I want to lash out. Please note
this fact makes me feel badly.

It's not the slacks exactly
aside from the crime of pills and lint

but she's edging closer to the tracks.
Deliverance arrives only once

from my wifely likelihood
among other jaundiced notions.

The warring factions within me
have taken tactics to the nth degree.

In short, the plotting is heavy.
We keep faith in what we await.

Like the train, which impends.
Meanwhile, she is the owner of delicate hands.

We are not one organism in unison.
If she gets any closer the account will astound.

There's a light in the tunnel: touch me
don't touch me, it doesn't matter.

I'm saying there's an arrangement here.
When the doors slide open watch

how the pattern-legged threaten.
They'll take what's yours of last-ditch heaven

 

Finding Missing Parts

by Richie Dent

I stop for a Goldberg's Peanut Chew
one item on a list of treats they only sell
back East that remind me of childhood.
I was warned stopping might make us
miss our train, and it does. My friend
doesn't care. He's one of those people,
the kind I used to be. Everything works out,
he says, then sights as an example that
if I didn't make us miss the "C" train we wouldn't
have taken the "B" train and gotten off
at Lexington station.

A lack of space makes this
particular platform stand out,
my friend explains, then talks
about his photographs of this station,
how they capture the large space
one can find oneself in when lost.
I feel lost then let it pass. I ask
what kind of money is in photography?
When he doesn't answer, I say he should
get into film. That's why I'm doing it.
What? He replied. Writing for money.
We begin to hail cabs. I can't get my
mind off the smoke screen from
the sewer-grate, how it hides me,
the way I used to feel hidden but don't anymore.

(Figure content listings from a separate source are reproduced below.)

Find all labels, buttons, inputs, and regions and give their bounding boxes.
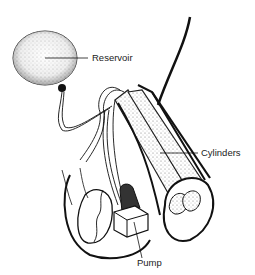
tubing	[58, 87, 125, 205]
cylinders-label: Cylinders	[201, 148, 241, 158]
prosthesis-illustration: Reservoir Cylinders Pump	[0, 0, 255, 275]
body-outline	[158, 17, 190, 105]
pump	[114, 184, 148, 258]
pump-label: Pump	[137, 258, 162, 268]
reservoir-label: Reservoir	[92, 53, 133, 63]
reservoir	[13, 31, 88, 92]
anatomy-drawing	[0, 0, 255, 275]
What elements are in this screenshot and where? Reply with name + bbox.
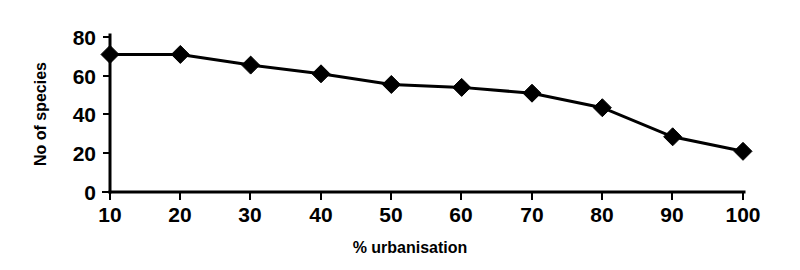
chart-container: 0 20 40 60 80 10 20 30 40 50 60 70 80 90… xyxy=(0,0,800,270)
y-tick-label: 40 xyxy=(73,103,96,126)
x-tick-label: 40 xyxy=(309,203,332,226)
x-tick-label: 100 xyxy=(725,203,760,226)
x-axis-title: % urbanisation xyxy=(353,239,468,256)
x-tick-label: 30 xyxy=(238,203,261,226)
x-tick-label: 60 xyxy=(449,203,472,226)
y-axis-title: No of species xyxy=(32,62,49,166)
y-tick-label: 0 xyxy=(84,181,96,204)
x-tick-label: 80 xyxy=(590,203,613,226)
y-tick-label: 20 xyxy=(73,142,96,165)
x-tick-label: 20 xyxy=(168,203,191,226)
x-tick-label: 90 xyxy=(660,203,683,226)
x-tick-label: 70 xyxy=(520,203,543,226)
x-tick-label: 50 xyxy=(379,203,402,226)
x-tick-label: 10 xyxy=(98,203,121,226)
y-tick-label: 60 xyxy=(73,65,96,88)
y-tick-label: 80 xyxy=(73,26,96,49)
line-chart: 0 20 40 60 80 10 20 30 40 50 60 70 80 90… xyxy=(0,0,800,270)
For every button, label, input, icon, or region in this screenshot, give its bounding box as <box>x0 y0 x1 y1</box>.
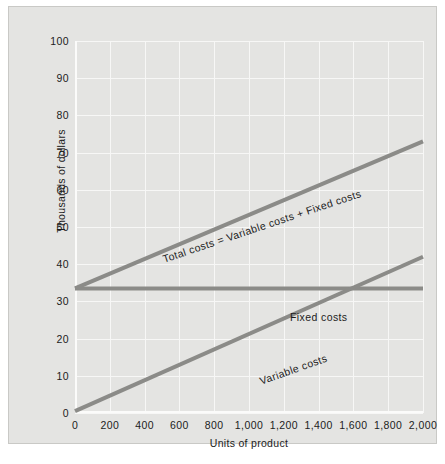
series-line-variable-costs <box>75 257 423 411</box>
gridline-horizontal <box>75 413 423 414</box>
y-axis-tick-label: 40 <box>35 258 69 270</box>
y-axis-tick-label: 30 <box>35 295 69 307</box>
chart-figure: 0102030405060708090100 02004006008001,00… <box>8 6 437 444</box>
x-axis-tick-label: 1,400 <box>304 419 332 431</box>
x-axis-tick-label: 1,000 <box>235 419 263 431</box>
x-axis-tick-label: 400 <box>135 419 154 431</box>
y-axis-tick-label: 10 <box>35 370 69 382</box>
y-axis-tick-label: 90 <box>35 72 69 84</box>
x-axis-tick-label: 800 <box>205 419 224 431</box>
gridline-vertical <box>423 41 424 413</box>
x-axis-tick-label: 200 <box>100 419 119 431</box>
series-label-fixed-costs: Fixed costs <box>290 311 348 323</box>
y-axis-title: Thousands of dollars <box>55 121 67 241</box>
x-axis-tick-label: 1,800 <box>374 419 402 431</box>
y-axis-tick-label: 100 <box>35 35 69 47</box>
y-axis-tick-label: 0 <box>35 407 69 419</box>
x-axis-tick-label: 0 <box>72 419 78 431</box>
x-axis-tick-label: 600 <box>170 419 189 431</box>
plot-area: Total costs = Variable costs + Fixed cos… <box>75 41 423 413</box>
x-axis-tick-label: 2,000 <box>409 419 437 431</box>
x-axis-tick-label: 1,600 <box>339 419 367 431</box>
y-axis-tick-label: 20 <box>35 333 69 345</box>
y-axis-tick-label: 80 <box>35 109 69 121</box>
x-axis-tick-labels: 02004006008001,0001,2001,4001,6001,8002,… <box>75 419 423 435</box>
x-axis-tick-label: 1,200 <box>270 419 298 431</box>
series-line-total-costs <box>75 141 423 288</box>
x-axis-title: Units of product <box>75 437 423 449</box>
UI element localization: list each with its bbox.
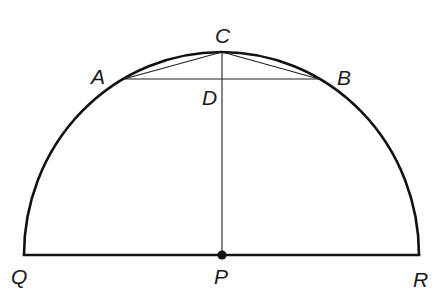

Is money going to really make you happy?
He didn't say it but he might as well have
in the look he gave me this morning
when he overheard me screaming
at the Super Shuttle Woman, because she
couldn't speak proper English. That
night on the plane I stare off into the
darkness and wonder how many other
gifts besides peanut chews, privacy and
patience I'll have to sacrifice to be
considered an artists in this material world.